Partnering with Incentive Research Foundation (IRF) and Financial & Insurance Conference Professionals (FICP)—two organizations with a huge focus on incentive travel—along with Oxford Economics, SITE recently released the second annual Incentive Travel Industry Index.

“Incentive travel’s unique contribution to building corporate culture is probably the single biggest story emerging from this year’s Incentive Travel Industry Index (ITII),” said John Iannini, vice president, business travel and meetings & events, Melia Hotels International, and SITE Foundation president. Here are some key findings:

The benefits of soft power

While increased sales/profits and productivity were cited as the top two benefits of incentive travel programs, soft-power objectives such as improved engagement, enhanced customer satisfaction, improved retention, better relationship building and increased mindshare ranked close behind them.

The corporate world has never been as focused on culture, mission, vision, and values,” said Iannini. “This is backed up by articles in major business publications including the Harvard Business Review and in the Business Roundtable statements on August 19, that effectively redefined the nature of the corporation taking it way beyond profit and highlighting all the soft power elements as well,” he said.

Experience is king

“Memories created on an incentive travel program allow groups to share a common thread or theme that builds and reinforces corporate culture in ways that they can share via their social media outlet,” said Iannini.

Respondents ranked offering one-of-a-kind, exclusive experiences number one among actions companies take when competing for incentive travel contracts.

Feedback is the true measurement

Additionally, the survey reported that participant satisfaction or feedback ranked above ROI and ROO in terms of effectiveness in demonstrating the value of a program to senior management.

Budgets grow

In 2019, 42% of incentive travel budgets were up; 27% remained the same, and only 20% dropped as compared with last year. The trend is projected to continue with 53% of 2022 budgets expect to increase, 30% to remain unchanged and only 17% to drop.

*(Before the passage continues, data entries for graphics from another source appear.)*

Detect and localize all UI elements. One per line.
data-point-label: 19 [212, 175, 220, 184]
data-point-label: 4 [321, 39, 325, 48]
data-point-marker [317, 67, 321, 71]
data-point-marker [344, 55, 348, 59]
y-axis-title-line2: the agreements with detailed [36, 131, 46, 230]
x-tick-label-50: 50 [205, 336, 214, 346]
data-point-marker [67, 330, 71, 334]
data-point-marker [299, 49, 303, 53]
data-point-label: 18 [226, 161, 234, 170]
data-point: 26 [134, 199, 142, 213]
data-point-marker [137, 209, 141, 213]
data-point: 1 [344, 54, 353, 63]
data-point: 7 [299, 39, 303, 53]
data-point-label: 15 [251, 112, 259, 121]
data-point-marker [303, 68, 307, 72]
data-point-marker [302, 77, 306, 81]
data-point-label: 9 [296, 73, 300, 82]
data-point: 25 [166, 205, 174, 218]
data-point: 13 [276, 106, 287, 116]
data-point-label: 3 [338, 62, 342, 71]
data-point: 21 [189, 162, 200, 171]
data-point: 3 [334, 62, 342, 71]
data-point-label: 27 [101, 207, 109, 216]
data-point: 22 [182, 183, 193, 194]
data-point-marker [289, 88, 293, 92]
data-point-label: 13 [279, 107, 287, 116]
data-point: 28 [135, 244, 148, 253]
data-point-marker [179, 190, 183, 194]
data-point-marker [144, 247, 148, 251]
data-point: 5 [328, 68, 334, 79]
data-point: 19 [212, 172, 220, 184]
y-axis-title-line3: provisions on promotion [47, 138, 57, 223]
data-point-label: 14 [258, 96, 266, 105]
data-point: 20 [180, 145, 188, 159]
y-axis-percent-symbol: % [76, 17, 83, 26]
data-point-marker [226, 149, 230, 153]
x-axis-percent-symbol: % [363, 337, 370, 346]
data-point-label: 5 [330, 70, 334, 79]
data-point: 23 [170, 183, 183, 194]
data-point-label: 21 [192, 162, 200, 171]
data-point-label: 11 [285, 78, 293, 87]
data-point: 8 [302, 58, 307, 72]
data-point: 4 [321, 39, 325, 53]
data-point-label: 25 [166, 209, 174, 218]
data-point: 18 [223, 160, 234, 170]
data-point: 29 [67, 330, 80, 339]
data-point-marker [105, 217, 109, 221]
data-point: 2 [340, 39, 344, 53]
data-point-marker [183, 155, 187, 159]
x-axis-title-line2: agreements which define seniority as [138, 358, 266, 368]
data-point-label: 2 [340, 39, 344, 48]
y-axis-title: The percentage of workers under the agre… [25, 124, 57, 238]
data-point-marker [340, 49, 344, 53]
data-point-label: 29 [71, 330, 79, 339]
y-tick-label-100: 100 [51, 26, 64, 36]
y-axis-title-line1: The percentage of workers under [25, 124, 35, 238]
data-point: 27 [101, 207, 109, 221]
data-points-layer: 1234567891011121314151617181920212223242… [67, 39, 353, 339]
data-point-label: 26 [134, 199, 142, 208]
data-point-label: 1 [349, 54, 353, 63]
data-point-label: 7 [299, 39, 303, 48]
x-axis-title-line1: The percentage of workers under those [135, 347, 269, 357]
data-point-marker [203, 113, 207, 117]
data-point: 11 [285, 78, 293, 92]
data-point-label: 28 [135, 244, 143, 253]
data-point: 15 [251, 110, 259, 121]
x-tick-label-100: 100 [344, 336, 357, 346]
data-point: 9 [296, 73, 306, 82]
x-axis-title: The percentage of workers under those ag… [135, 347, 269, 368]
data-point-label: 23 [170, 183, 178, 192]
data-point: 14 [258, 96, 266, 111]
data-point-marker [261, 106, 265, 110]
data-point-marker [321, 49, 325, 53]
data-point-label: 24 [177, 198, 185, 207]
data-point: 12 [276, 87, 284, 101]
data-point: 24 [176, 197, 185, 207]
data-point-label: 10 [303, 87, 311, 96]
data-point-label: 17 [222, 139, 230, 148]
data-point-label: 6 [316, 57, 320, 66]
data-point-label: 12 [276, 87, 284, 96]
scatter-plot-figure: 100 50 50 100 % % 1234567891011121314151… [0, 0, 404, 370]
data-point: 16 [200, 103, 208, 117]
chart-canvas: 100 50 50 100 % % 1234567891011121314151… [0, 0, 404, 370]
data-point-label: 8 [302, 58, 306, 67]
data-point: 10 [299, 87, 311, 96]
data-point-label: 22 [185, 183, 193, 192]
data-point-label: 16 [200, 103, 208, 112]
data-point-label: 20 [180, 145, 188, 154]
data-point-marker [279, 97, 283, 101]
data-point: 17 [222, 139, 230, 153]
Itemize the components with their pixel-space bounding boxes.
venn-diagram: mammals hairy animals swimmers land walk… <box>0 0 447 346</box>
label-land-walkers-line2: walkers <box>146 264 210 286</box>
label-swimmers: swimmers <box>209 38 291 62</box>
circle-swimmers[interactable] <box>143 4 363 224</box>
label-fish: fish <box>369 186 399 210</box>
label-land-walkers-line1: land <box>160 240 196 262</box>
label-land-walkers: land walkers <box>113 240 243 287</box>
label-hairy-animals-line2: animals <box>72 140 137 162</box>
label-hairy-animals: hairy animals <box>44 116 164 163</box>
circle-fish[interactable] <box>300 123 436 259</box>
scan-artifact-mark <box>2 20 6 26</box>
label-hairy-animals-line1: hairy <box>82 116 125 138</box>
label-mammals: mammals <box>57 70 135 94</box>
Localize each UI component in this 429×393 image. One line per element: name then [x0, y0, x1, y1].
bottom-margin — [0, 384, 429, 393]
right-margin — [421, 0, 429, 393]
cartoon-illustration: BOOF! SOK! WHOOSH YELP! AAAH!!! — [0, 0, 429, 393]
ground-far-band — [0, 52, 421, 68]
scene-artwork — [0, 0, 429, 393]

Wellness tops activity trends

Wellness is the biggest trend in program activities, jumping from a 41% inclusion in 2018 and 2019 programs to a projected 64% in 2020 and 2021. Teambuilding and networking events, while still important, are projected to decline from 67% currently to 59% in the next two years. Learning and development unique to the destination is projected to remain at 61%; inclusion of spouses is expected to decline slightly from 60% to 59% and mandated activities are projected to decline from 51% to 34%. In addition, golf and other competitive sports are projected to drop from the current 37% to 26%.